"This is sad news for the whole of Australian football," Brisbane-based businessman Nirav Tripathi told The World Game.
"However, we move forward.
"There are young players from all around Australia, in places such as the Sunshine Coast, who want the opportunity to make it but miss out because of a lack of available top-tier opportunities.
"It will be a disgrace that 14 and 15-year-olds have to go to offshore to make it as footballers."
Despite his disappointment at the news from Football Federation Australia on Tuesday that the release of expansion criteria was "months rather than weeks" away, Tripathi said he would continue to aim at having a club in an expanded A-League.
"The Diya Football Group will continue to be committed to the expansion of the A-League," he said.
"It is a great product with lots of investment upside on and off the football pitch.
"The Diya Hope Football Academy Group will continue to roll out the academies in partnership with George Weah.
"We will be meeting with Mr Gallop soon."
The World Game reported on January 19 that Tripathi and the other key figure behind the Sunshine Coast bid, local lawyer and football club owner Noel Woodall, were hoping to meet with FFA to get a clearer guide to expansion ahead of the criteria becoming known.
It was originally anticipated the criteria would be released in February, with two clubs to be added in time for the 2018-19 season, but now it is a guessing game as to when the criteria will be finalised.
Tripathi is concerned that uncertainty over when the size of the A-League might be increased encourages promising teenaged footballers to seek opportunities to develop overseas when confirmation of a bigger domestic competition would increase development opportunities here.
FFA said in its media release on Tuesday that decisions related to expansion were now inexorably linked to work that had to be done on developing a new ownership and operating model for both the A-League and W-League.
It said expansion was simply not affordable under the current model, but that the 2018-19 season was still in the frame as a potential date for the A-League to be bumped out to 12 teams.
"While it was too soon to predict when expansion might occur, it would not happen before the 2018-19 season," the release read.
A key figure behind another expansion bid, Wollongong Wolves CEO Chris Papakosmas, was philosophical about the delay in the release of expansion criteria.
"It is what it is," Papakosmas told The World Game. "To us it really makes no difference one way or the other.
"FFA have obviously got a whole range of things on their plate at the moment that they've got to go through. They're not going to rush expansion under any circumstances and if it's going to take them a bit longer to map it out for the best interests of the game, then so be it.
"We're not working on a short time-line or a long time-line, we're been working on what we've got to focus on and concentrate on. When it's time to get serious we'll be more than prepared and ready to get serious."
The Wolves are a club that was formerly successful in the old National Soccer League and have a ready-made venue they play out of at WIN Stadium. The Sunshine Coast bid would have a lot more work to do on infrastructure, which helps to explain why it is understandably keen to get a move-on.
But Papakosmas said you never know how quickly new developments might occur.
"We'd be ready next week if they put it on the table, but realistically that's not going to happen," he said. "But things can change dramatically and in a hurry in football. We're doing a huge amount of work in a number of different areas to prepare."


- Description of the task: Please transcribe the data below exactly. Leave the pictures out.

Records drawn from a dataset
--------------------------------------------------
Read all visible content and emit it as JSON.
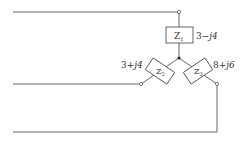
{
  "diagram": {
    "type": "three-phase wye load",
    "line_color": "#555555",
    "impedances": [
      {
        "id": "Z1",
        "label": "Z",
        "sub": "1",
        "value_re": "3",
        "value_sign": "−",
        "value_im": "j4"
      },
      {
        "id": "Z2",
        "label": "Z",
        "sub": "2",
        "value_re": "3",
        "value_sign": "+",
        "value_im": "j4"
      },
      {
        "id": "Z3",
        "label": "Z",
        "sub": "3",
        "value_re": "8",
        "value_sign": "+",
        "value_im": "j6"
      }
    ],
    "value_labels": {
      "z1": "3−j4",
      "z2": "3+j4",
      "z3": "8+j6"
    }
  }
}
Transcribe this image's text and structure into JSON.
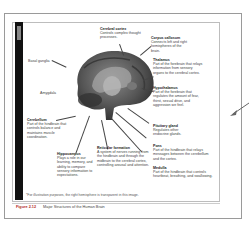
{
  "figure": {
    "side_tab_label": "",
    "labels": {
      "cerebral_cortex": {
        "title": "Cerebral cortex",
        "text": "Controls complex thought processes."
      },
      "corpus_callosum": {
        "title": "Corpus callosum",
        "text": "Connects left and right hemispheres of the brain."
      },
      "thalamus": {
        "title": "Thalamus",
        "text": "Part of the forebrain that relays information from sensory organs to the cerebral cortex."
      },
      "hypothalamus": {
        "title": "Hypothalamus",
        "text": "Part of the forebrain that regulates the amount of fear, thirst, sexual drive, and aggression we feel."
      },
      "pituitary_gland": {
        "title": "Pituitary gland",
        "text": "Regulates other endocrine glands."
      },
      "pons": {
        "title": "Pons",
        "text": "Part of the hindbrain that relays messages between the cerebellum and the cortex."
      },
      "medulla": {
        "title": "Medulla",
        "text": "Part of the hindbrain that controls heartbeat, breathing, and swallowing."
      },
      "reticular_formation": {
        "title": "Reticular formation",
        "text": "A system of nerves running from the hindbrain and through the midbrain to the cerebral cortex, controlling arousal and attention."
      },
      "hippocampus": {
        "title": "Hippocampus",
        "text": "Plays a role in our learning, memory, and ability to compare sensory information to expectations."
      },
      "cerebellum": {
        "title": "Cerebellum",
        "text": "Part of the hindbrain that controls balance and maintains muscle coordination."
      },
      "basal_ganglia": {
        "title": "",
        "text": "Basal ganglia"
      },
      "amygdala": {
        "title": "",
        "text": "Amygdala"
      }
    },
    "footnote": "*For illustration purposes, the right hemisphere is transparent in this image.",
    "caption_number": "Figure 2.12",
    "caption_text": "Major Structures of the Human Brain"
  },
  "colors": {
    "caption_accent": "#b0281c",
    "side_bar": "#111111"
  }
}
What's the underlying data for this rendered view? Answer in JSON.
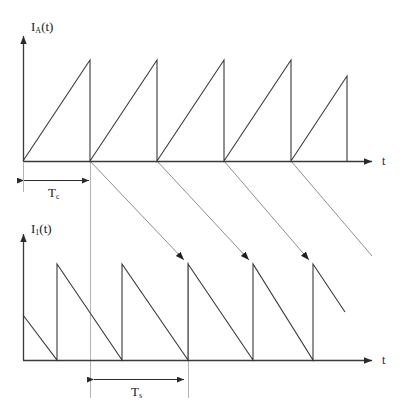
{
  "figure": {
    "type": "waveform-timing-diagram",
    "background_color": "#ffffff",
    "width": 405,
    "height": 419,
    "stroke_color": "#3a3a3a",
    "guide_color": "#b0b0b0",
    "connector_color": "#8f8f8f"
  },
  "top_plot": {
    "y_axis_label_main": "I",
    "y_axis_label_sub": "A",
    "y_axis_label_suffix": "(t)",
    "y_axis_label_full": "IA(t)",
    "x_axis_label": "t",
    "waveform_type": "rising-sawtooth",
    "dimension": {
      "label_main": "T",
      "label_sub": "c",
      "label_full": "Tc",
      "from_x": 23,
      "to_x": 90
    },
    "geometry": {
      "origin_x": 23,
      "baseline_y": 161,
      "peak_y": 60,
      "axis_top_y": 30,
      "axis_end_x": 378,
      "period": 67,
      "ramp_start_x": 23,
      "edges_x": [
        90,
        157,
        224,
        291,
        347
      ]
    }
  },
  "bottom_plot": {
    "y_axis_label_main": "I",
    "y_axis_label_sub": "1",
    "y_axis_label_suffix": "(t)",
    "y_axis_label_full": "I1(t)",
    "x_axis_label": "t",
    "waveform_type": "falling-sawtooth",
    "dimension": {
      "label_main": "T",
      "label_sub": "s",
      "label_full": "Ts",
      "from_x": 93,
      "to_x": 188
    },
    "geometry": {
      "origin_x": 23,
      "baseline_y": 360,
      "peak_y": 264,
      "axis_top_y": 228,
      "axis_end_x": 378,
      "period": 65,
      "edges_x": [
        57,
        122,
        188,
        253,
        313
      ],
      "first_partial_start_y": 315,
      "tail_end_x": 345,
      "tail_end_y": 312
    }
  },
  "connectors": {
    "description": "diagonal arrow lines from top baseline zero-crossings to bottom waveform peaks",
    "count": 4,
    "arrowheads": 3,
    "from_x": [
      90,
      157,
      224,
      291
    ],
    "to_x": [
      188,
      253,
      313,
      370
    ]
  },
  "guides": {
    "vertical_lines_x": [
      90,
      188
    ],
    "description": "light gray vertical reference lines"
  }
}
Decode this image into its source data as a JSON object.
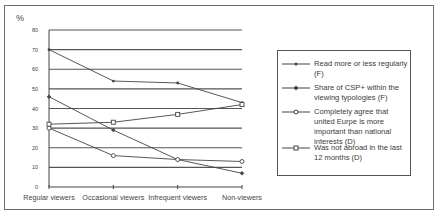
{
  "chart_data": {
    "type": "line",
    "title": "",
    "ylabel": "%",
    "xlabel": "",
    "ylim": [
      0,
      80
    ],
    "yticks": [
      0,
      10,
      20,
      30,
      40,
      50,
      60,
      70,
      80
    ],
    "grid": true,
    "legend_position": "right",
    "categories": [
      "Regular viewers",
      "Occasional viewers",
      "Infrequent viewers",
      "Non-viewers"
    ],
    "series": [
      {
        "name": "Read more or less regularly (F)",
        "marker": "dot",
        "values": [
          70,
          54,
          53,
          43
        ]
      },
      {
        "name": "Share of CSP+ within the viewing typologies (F)",
        "marker": "diamond",
        "values": [
          46,
          29,
          14,
          7
        ]
      },
      {
        "name": "Completely agree that united Europe is more important than national interests (D)",
        "marker": "circle",
        "values": [
          30,
          16,
          14,
          13
        ]
      },
      {
        "name": "Was not abroad in the last 12 months (D)",
        "marker": "square",
        "values": [
          32,
          33,
          37,
          42
        ]
      }
    ]
  },
  "axis": {
    "y_unit": "%",
    "y_tick_labels": [
      "0",
      "10",
      "20",
      "30",
      "40",
      "50",
      "60",
      "70",
      "80"
    ],
    "x_tick_labels": [
      "Regular viewers",
      "Occasional viewers",
      "Infrequent viewers",
      "Non-viewers"
    ]
  },
  "legend": {
    "items": [
      {
        "label": "Read more or less regularly (F)"
      },
      {
        "label": "Share of CSP+ within the viewing typologies (F)"
      },
      {
        "label": "Completely agree that united Eurpe is more important than national interests (D)"
      },
      {
        "label": "Was not abroad in the last 12 months (D)"
      }
    ]
  },
  "colors": {
    "line": "#444444",
    "grid": "#555555",
    "text": "#444444"
  }
}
--------------------------------------------------
- Task output:
Read all visible content and emit it as JSON.
{
  "diagram": {
    "type": "three-phase wye load",
    "line_color": "#555555",
    "impedances": [
      {
        "id": "Z1",
        "label": "Z",
        "sub": "1",
        "value_re": "3",
        "value_sign": "−",
        "value_im": "j4"
      },
      {
        "id": "Z2",
        "label": "Z",
        "sub": "2",
        "value_re": "3",
        "value_sign": "+",
        "value_im": "j4"
      },
      {
        "id": "Z3",
        "label": "Z",
        "sub": "3",
        "value_re": "8",
        "value_sign": "+",
        "value_im": "j6"
      }
    ],
    "value_labels": {
      "z1": "3−j4",
      "z2": "3+j4",
      "z3": "8+j6"
    }
  }
}
Transcribe this image's text and structure into JSON.
{
  "figure": {
    "side_tab_label": "",
    "labels": {
      "cerebral_cortex": {
        "title": "Cerebral cortex",
        "text": "Controls complex thought processes."
      },
      "corpus_callosum": {
        "title": "Corpus callosum",
        "text": "Connects left and right hemispheres of the brain."
      },
      "thalamus": {
        "title": "Thalamus",
        "text": "Part of the forebrain that relays information from sensory organs to the cerebral cortex."
      },
      "hypothalamus": {
        "title": "Hypothalamus",
        "text": "Part of the forebrain that regulates the amount of fear, thirst, sexual drive, and aggression we feel."
      },
      "pituitary_gland": {
        "title": "Pituitary gland",
        "text": "Regulates other endocrine glands."
      },
      "pons": {
        "title": "Pons",
        "text": "Part of the hindbrain that relays messages between the cerebellum and the cortex."
      },
      "medulla": {
        "title": "Medulla",
        "text": "Part of the hindbrain that controls heartbeat, breathing, and swallowing."
      },
      "reticular_formation": {
        "title": "Reticular formation",
        "text": "A system of nerves running from the hindbrain and through the midbrain to the cerebral cortex, controlling arousal and attention."
      },
      "hippocampus": {
        "title": "Hippocampus",
        "text": "Plays a role in our learning, memory, and ability to compare sensory information to expectations."
      },
      "cerebellum": {
        "title": "Cerebellum",
        "text": "Part of the hindbrain that controls balance and maintains muscle coordination."
      },
      "basal_ganglia": {
        "title": "",
        "text": "Basal ganglia"
      },
      "amygdala": {
        "title": "",
        "text": "Amygdala"
      }
    },
    "footnote": "*For illustration purposes, the right hemisphere is transparent in this image.",
    "caption_number": "Figure 2.12",
    "caption_text": "Major Structures of the Human Brain"
  },
  "colors": {
    "caption_accent": "#b0281c",
    "side_bar": "#111111"
  }
}
What's the underlying data for this rendered view? Answer in JSON.
{
  "figure": {
    "type": "waveform-timing-diagram",
    "background_color": "#ffffff",
    "width": 405,
    "height": 419,
    "stroke_color": "#3a3a3a",
    "guide_color": "#b0b0b0",
    "connector_color": "#8f8f8f"
  },
  "top_plot": {
    "y_axis_label_main": "I",
    "y_axis_label_sub": "A",
    "y_axis_label_suffix": "(t)",
    "y_axis_label_full": "IA(t)",
    "x_axis_label": "t",
    "waveform_type": "rising-sawtooth",
    "dimension": {
      "label_main": "T",
      "label_sub": "c",
      "label_full": "Tc",
      "from_x": 23,
      "to_x": 90
    },
    "geometry": {
      "origin_x": 23,
      "baseline_y": 161,
      "peak_y": 60,
      "axis_top_y": 30,
      "axis_end_x": 378,
      "period": 67,
      "ramp_start_x": 23,
      "edges_x": [
        90,
        157,
        224,
        291,
        347
      ]
    }
  },
  "bottom_plot": {
    "y_axis_label_main": "I",
    "y_axis_label_sub": "1",
    "y_axis_label_suffix": "(t)",
    "y_axis_label_full": "I1(t)",
    "x_axis_label": "t",
    "waveform_type": "falling-sawtooth",
    "dimension": {
      "label_main": "T",
      "label_sub": "s",
      "label_full": "Ts",
      "from_x": 93,
      "to_x": 188
    },
    "geometry": {
      "origin_x": 23,
      "baseline_y": 360,
      "peak_y": 264,
      "axis_top_y": 228,
      "axis_end_x": 378,
      "period": 65,
      "edges_x": [
        57,
        122,
        188,
        253,
        313
      ],
      "first_partial_start_y": 315,
      "tail_end_x": 345,
      "tail_end_y": 312
    }
  },
  "connectors": {
    "description": "diagonal arrow lines from top baseline zero-crossings to bottom waveform peaks",
    "count": 4,
    "arrowheads": 3,
    "from_x": [
      90,
      157,
      224,
      291
    ],
    "to_x": [
      188,
      253,
      313,
      370
    ]
  },
  "guides": {
    "vertical_lines_x": [
      90,
      188
    ],
    "description": "light gray vertical reference lines"
  }
}
Decode this image into its source data as a JSON object.
{
  "chart_data": {
    "type": "line",
    "title": "",
    "ylabel": "%",
    "xlabel": "",
    "ylim": [
      0,
      80
    ],
    "yticks": [
      0,
      10,
      20,
      30,
      40,
      50,
      60,
      70,
      80
    ],
    "grid": true,
    "legend_position": "right",
    "categories": [
      "Regular viewers",
      "Occasional viewers",
      "Infrequent viewers",
      "Non-viewers"
    ],
    "series": [
      {
        "name": "Read more or less regularly (F)",
        "marker": "dot",
        "values": [
          70,
          54,
          53,
          43
        ]
      },
      {
        "name": "Share of CSP+ within the viewing typologies (F)",
        "marker": "diamond",
        "values": [
          46,
          29,
          14,
          7
        ]
      },
      {
        "name": "Completely agree that united Europe is more important than national interests (D)",
        "marker": "circle",
        "values": [
          30,
          16,
          14,
          13
        ]
      },
      {
        "name": "Was not abroad in the last 12 months (D)",
        "marker": "square",
        "values": [
          32,
          33,
          37,
          42
        ]
      }
    ]
  },
  "axis": {
    "y_unit": "%",
    "y_tick_labels": [
      "0",
      "10",
      "20",
      "30",
      "40",
      "50",
      "60",
      "70",
      "80"
    ],
    "x_tick_labels": [
      "Regular viewers",
      "Occasional viewers",
      "Infrequent viewers",
      "Non-viewers"
    ]
  },
  "legend": {
    "items": [
      {
        "label": "Read more or less regularly (F)"
      },
      {
        "label": "Share of CSP+ within the viewing typologies (F)"
      },
      {
        "label": "Completely agree that united Eurpe is more important than national interests (D)"
      },
      {
        "label": "Was not abroad in the last 12 months (D)"
      }
    ]
  },
  "colors": {
    "line": "#444444",
    "grid": "#555555",
    "text": "#444444"
  }
}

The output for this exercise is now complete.